Free speech is non-negotiable

The Abbott government’s decision, announced in the first week of August, to abandon its promse to reform section 18C of the Racial Discrimination Act is one of the biggest setbacks for freedom of speech — and the cause of liberal reform — in some years.

Not because the broken promise is highly consequential (although, obviously, it is that, as various section 18C cases have shown) but because it demonstrates just how hard it is to wind the clock back; just how hard it is to reverse the dilution of liberal freedoms.

Throughout the debate over section 18C, the Institute of Public Affairs has maintained that freedom of speech is a fundamental liberty. The word ‘fundamental’ is not a rhetorical flourish. Speech is the expression of the deepest condition of individuality: that of thought. It is our thoughts — our preferences, our values, our beliefs, our ethical and moral principles — that set us apart from the collective. Being prevented from expressing those thoughts is an attack on our individuality. It suppresses difference in the interests of the group.

Hence the significance of the Coalition’s 18C promise. The last few decades have seen a substantial growth in the number of limitations placed on the freedom of speech. Most iconic of these has been the increasing legislative enactment of the doctrine of ‘hate speech’.

Each Australian jurisdiction (with the exception of the Northern Territory) has its own form of racial vilification laws. The Commonwealth Racial Hatred Act, that introduced section 18C in 1995, was, and remains, the preeminent anti-hate speech law in Australia. And the most stringent. It is worth recalling that the Andrew Bolt case was originally going to be launched in a Victorian court under Victoria’s anti-discrimination law. However, a decision was made that the plaintiffs would have more success under the Commonwealth’s section 18C.

So repealing section 18C, or amending it in such a way that it was effectively neutered, as George Brandis’ exposure draft legislation would have done, would have been highly symbolic.

It was not for nothing that the promise was the hook on which George Brandis hung what he described as the ‘freedom agenda’. When Tony Abbott gave the original promise to repeal section 18C in its current form at an Institute of Public Affairs event in 2012, his speech was titled ‘the freedom wars’. Abbott’s oratory was stirring. The Coalition would be ‘freedom’s bulwark’ in government. Abandoning the section 18C promise was not like abandoning any other election promises in the usual way that new governments do. A bulwark is supposed to provide protection.

So there is a heavy degree of irony that the announcement that section 18C would remain on the books came in the middle of a press conference on national security reforms.

Section 18C was, in the words of the prime minister, ‘a complication’ that put ‘national unity at risk’. In this case the government was quite literally trading liberty for security. It was to drop its promise to restore freedom of speech in the hope it would encourage Muslim communities to assist it with anti-terror measures.

As a political tactic, this is a somewhat strange. Australia’s Muslim leaders did not hesitate to condemn some of the new proposals that they believed targeted Muslims unfairly. The government’s ‘trade’ didn’t survive more than a few hours.

But as a position on public policy it is bizarre. Peter Costello was spot on when he asked in the Herald Sun:

Does the Government believe there are community leaders whose commitment to their fellow citizens and the values of a civilised society is so weak they will not co-operate in preventing terror and murder if Section 18C is repealed? If that is the case we really do have a problem.

Let us hope our anti-terrorism strategy does not really hinge on this legislative quid-pro-quo.

But more critically: what does it say about Australia if a political party elected on a platform of ‘freedom’ — they used the word liberally — drops that platform as a bargaining chip for national security laws? Such laws are, after all, supposed to protect the liberties which have been discarded.

The case for repealing section 18C is as strong as it ever was. Support for substantially amending it — ranging from simply deleting the words ‘offend’ and ‘insult’ from the act to outright abolition of the section 18C — was found across the political spectrum. The Age, the Saturday Age, the Australian, the Herald Sun, and the Courier Mail editorialised against section 18C.

Left wing agitators, human rights lawyers, legal academics, public commentators, aboriginal community leaders, and journalists are all found opposing section 18C as it stands and supporting reform. Figures from Keith Windschuttle to David Marr to Antony Loewenstein agree the act must change. (A full list of supporters of change is available at freedomwatch.ipa.org.au.)

Yet here we are. In the end change has to be fought through the parliamentary system. There will be future cases under section 18C. The section is a very real constraint on our most fundamental liberty. Hopefully future governments will take the freedom of speech challenge seriously.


DESCRIPTION OF THE TASK: Using the listing below, count every line that contains the word "Applicants"; respond with the count alone.
────────────────────────────────────────
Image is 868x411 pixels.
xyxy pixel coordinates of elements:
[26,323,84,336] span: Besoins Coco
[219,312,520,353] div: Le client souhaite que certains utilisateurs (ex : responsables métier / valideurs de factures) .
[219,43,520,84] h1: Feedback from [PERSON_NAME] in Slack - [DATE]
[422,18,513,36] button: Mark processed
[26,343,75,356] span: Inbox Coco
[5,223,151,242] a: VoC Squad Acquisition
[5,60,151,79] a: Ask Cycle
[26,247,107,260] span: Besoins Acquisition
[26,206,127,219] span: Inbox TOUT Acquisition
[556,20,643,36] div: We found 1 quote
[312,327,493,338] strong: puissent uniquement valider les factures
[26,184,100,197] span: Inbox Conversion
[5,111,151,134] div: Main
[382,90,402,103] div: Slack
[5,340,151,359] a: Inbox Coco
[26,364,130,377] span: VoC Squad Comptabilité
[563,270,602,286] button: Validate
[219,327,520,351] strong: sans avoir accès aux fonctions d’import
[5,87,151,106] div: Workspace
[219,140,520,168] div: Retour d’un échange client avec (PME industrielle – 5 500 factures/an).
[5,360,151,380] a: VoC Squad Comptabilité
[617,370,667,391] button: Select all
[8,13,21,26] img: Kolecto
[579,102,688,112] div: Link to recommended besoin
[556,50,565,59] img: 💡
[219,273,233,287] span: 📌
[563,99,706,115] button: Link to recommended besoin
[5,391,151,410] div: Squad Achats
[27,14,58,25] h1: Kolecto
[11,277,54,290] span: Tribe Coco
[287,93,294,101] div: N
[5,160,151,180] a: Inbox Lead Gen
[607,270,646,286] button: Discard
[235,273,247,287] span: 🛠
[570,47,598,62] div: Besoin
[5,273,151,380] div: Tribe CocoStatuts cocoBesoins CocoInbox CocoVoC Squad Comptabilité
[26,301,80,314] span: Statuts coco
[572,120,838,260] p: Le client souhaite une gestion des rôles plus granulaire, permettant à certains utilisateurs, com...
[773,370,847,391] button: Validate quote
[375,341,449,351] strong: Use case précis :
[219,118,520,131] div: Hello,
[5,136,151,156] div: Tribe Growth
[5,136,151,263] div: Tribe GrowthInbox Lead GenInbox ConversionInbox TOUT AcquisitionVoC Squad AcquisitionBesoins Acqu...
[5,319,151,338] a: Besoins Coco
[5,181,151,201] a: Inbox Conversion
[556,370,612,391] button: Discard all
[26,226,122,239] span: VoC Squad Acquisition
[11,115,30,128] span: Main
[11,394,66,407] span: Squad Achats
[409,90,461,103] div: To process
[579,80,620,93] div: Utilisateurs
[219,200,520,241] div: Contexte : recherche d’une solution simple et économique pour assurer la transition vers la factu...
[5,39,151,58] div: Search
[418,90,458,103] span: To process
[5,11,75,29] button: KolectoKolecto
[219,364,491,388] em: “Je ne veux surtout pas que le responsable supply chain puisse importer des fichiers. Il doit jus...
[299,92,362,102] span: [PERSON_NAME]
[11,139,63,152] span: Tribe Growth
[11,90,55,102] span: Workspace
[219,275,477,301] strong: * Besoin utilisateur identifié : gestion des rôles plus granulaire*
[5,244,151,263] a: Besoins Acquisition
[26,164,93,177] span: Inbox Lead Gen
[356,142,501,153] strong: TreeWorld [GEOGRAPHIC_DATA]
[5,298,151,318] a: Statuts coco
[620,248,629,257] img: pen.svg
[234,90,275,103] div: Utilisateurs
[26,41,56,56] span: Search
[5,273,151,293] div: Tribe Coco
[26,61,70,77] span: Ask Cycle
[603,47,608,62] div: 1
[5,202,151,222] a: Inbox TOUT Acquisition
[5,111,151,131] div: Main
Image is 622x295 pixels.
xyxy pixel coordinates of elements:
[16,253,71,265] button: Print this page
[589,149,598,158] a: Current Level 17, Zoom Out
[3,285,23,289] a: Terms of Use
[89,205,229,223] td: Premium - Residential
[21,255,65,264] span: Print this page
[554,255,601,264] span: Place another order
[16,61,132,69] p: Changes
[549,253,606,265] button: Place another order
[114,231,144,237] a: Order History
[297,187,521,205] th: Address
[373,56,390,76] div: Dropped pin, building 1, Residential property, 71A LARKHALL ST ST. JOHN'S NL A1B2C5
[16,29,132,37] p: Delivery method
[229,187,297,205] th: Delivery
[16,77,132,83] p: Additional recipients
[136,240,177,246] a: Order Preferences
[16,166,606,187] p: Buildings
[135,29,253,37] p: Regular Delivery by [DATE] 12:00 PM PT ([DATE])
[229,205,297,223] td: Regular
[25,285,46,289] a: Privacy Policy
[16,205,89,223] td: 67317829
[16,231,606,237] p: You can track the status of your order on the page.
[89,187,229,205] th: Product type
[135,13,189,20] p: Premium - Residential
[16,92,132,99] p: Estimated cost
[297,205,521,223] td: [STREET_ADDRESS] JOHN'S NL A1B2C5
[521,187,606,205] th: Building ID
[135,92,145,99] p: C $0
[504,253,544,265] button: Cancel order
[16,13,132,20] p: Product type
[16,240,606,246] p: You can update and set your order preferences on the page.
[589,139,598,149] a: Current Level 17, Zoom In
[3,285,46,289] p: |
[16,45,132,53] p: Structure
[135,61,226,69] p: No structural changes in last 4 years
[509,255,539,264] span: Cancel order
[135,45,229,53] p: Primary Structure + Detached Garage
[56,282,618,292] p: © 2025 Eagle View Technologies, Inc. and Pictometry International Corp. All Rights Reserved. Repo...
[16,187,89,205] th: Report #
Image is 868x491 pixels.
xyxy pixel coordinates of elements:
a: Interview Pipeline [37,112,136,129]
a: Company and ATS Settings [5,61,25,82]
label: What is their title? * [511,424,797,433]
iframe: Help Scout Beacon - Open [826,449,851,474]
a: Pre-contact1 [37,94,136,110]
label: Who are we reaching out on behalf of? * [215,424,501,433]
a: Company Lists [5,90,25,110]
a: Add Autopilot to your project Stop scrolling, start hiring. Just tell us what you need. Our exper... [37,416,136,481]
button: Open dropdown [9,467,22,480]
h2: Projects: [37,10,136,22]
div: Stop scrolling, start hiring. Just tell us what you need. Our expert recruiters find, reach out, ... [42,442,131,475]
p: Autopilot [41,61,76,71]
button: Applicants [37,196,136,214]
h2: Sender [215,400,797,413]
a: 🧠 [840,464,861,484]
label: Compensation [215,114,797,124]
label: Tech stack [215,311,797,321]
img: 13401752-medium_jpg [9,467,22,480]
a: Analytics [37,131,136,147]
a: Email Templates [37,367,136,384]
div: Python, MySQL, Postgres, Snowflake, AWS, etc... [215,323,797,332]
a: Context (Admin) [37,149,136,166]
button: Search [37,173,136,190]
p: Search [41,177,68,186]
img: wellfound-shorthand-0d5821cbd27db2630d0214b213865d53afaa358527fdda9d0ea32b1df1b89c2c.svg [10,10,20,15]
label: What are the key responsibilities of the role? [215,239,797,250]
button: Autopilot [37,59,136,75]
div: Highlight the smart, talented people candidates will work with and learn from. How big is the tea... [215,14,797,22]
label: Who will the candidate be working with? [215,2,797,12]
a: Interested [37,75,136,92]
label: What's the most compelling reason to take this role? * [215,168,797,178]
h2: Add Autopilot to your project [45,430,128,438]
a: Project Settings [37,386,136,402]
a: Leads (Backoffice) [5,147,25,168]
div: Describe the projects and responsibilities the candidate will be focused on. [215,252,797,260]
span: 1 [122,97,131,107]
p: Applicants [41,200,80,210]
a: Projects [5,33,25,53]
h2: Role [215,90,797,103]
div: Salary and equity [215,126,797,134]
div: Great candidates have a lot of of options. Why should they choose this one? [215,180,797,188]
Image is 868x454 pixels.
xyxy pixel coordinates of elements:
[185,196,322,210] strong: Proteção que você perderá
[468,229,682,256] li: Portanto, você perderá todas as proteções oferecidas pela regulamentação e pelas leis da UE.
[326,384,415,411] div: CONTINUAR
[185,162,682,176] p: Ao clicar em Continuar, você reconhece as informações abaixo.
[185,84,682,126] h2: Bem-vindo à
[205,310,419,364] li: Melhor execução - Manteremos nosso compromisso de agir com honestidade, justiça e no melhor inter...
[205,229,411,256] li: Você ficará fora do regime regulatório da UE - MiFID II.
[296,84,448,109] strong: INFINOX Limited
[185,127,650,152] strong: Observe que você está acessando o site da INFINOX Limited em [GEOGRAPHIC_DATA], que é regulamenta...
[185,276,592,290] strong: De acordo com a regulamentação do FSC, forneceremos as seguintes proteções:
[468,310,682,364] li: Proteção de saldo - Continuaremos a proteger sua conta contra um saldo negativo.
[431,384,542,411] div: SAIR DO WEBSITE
────────────────────────────────────────
ANSWER BOX: 2